One of the central issues in the cloning thread has been whether infertile couples should adopt rather than use new technologies like cloning. So far I’ve been content to run with the line that even if it would socially advantageous for the couple to adopt rather than clone, they should have a legal right to clone, because they should have the legal right to have children from their own genetic stock. But perhaps I was too quick to accept the virtues of adoption. Stephen Coleman, in Should Liberals Ban Reproductive Cloning? argues that adoption may have flaws of its own.
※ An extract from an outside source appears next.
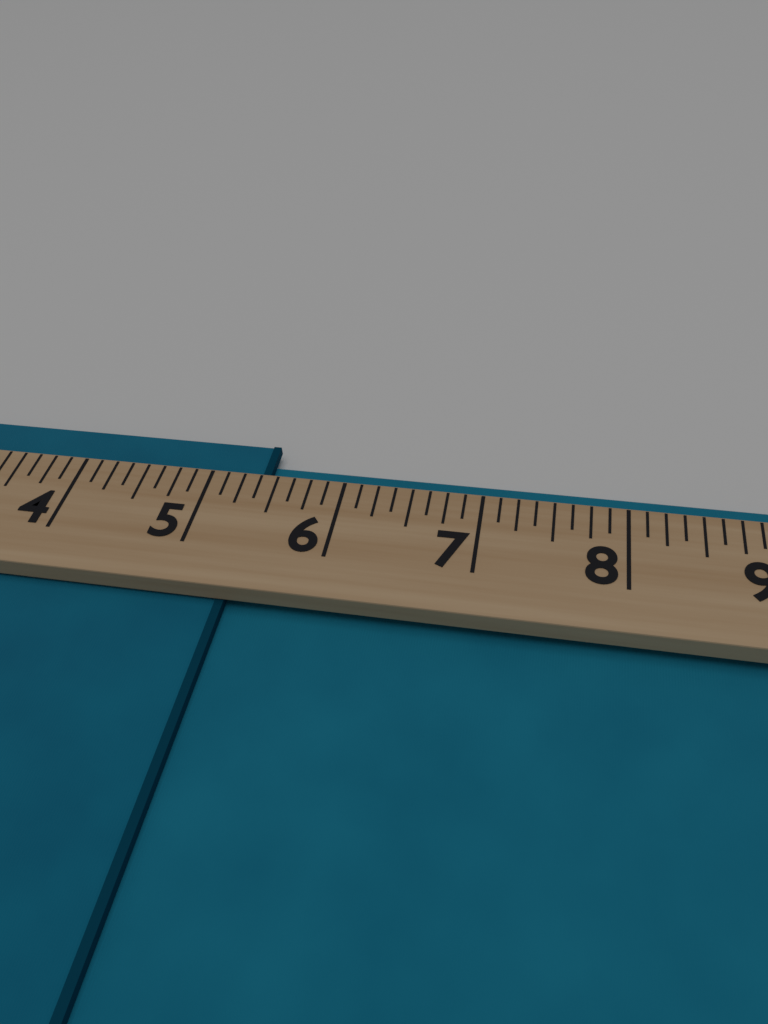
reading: 5.375 (no unit)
The problem unique to adoption is that these cases involve an existing child, and in most cases, existing parents. In the words of Barbara Katz Rothman For every pair of welcoming arms, there is a pair of empty arms. For every baby taken in, there is a baby given up”. The vast majority of mothers do not relinquish children for adoption because they want to, but rather because they are forced to through poverty. They are not unwilling to care for the child, they are simply unable. This is especially the case with international adoption. Virtually all the children adopted internationally come from economically or politically oppressed areas. Probably only the orphans from these areas can really be classed as unwanted. Even within the USA, one study found that 69% of parents giving children up for adoption cited external pressures, including financial constraints, as the primary reason for surrender.7 Given these problems, adoption hardly looks the glowing alternative to reproductive technology…
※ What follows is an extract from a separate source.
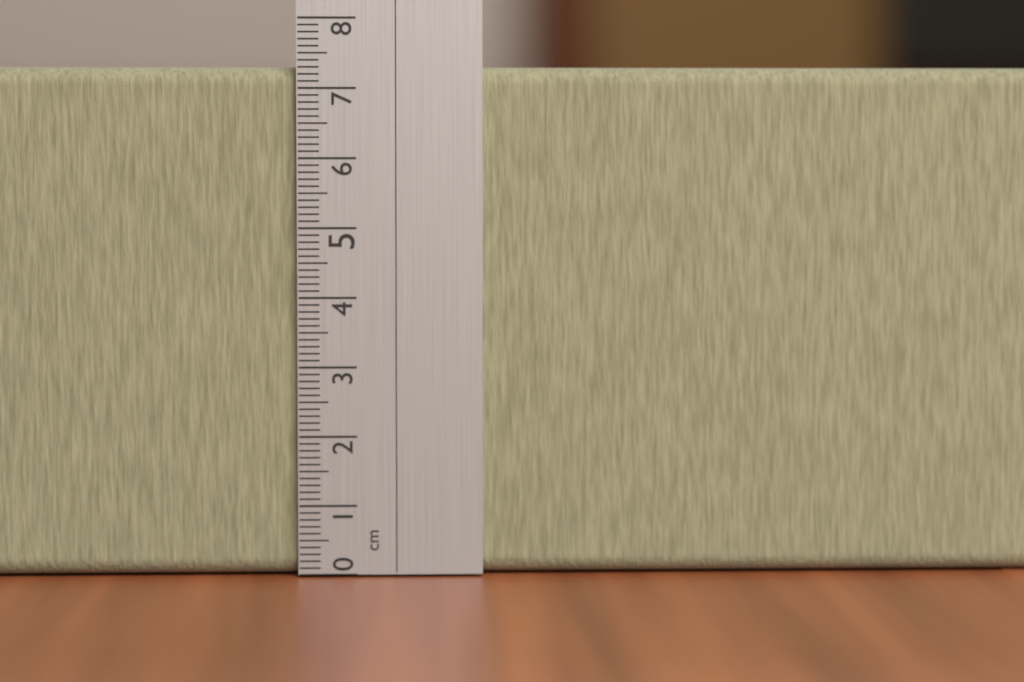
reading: 7.3 cm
I’m not sure this is conclusive. Even if adoption is a faulty system it may still be right for couples to participate in it while it is, hopefully, reformed. (In general I suppose I think too much is made of sins of complicity.) But there’s some reason here to think adoption is not the perfect solution for the infertile couple some have suggested. Coleman’s article contains more reasons, as well as snappy responses to many of the prominent anti-cloning arguments.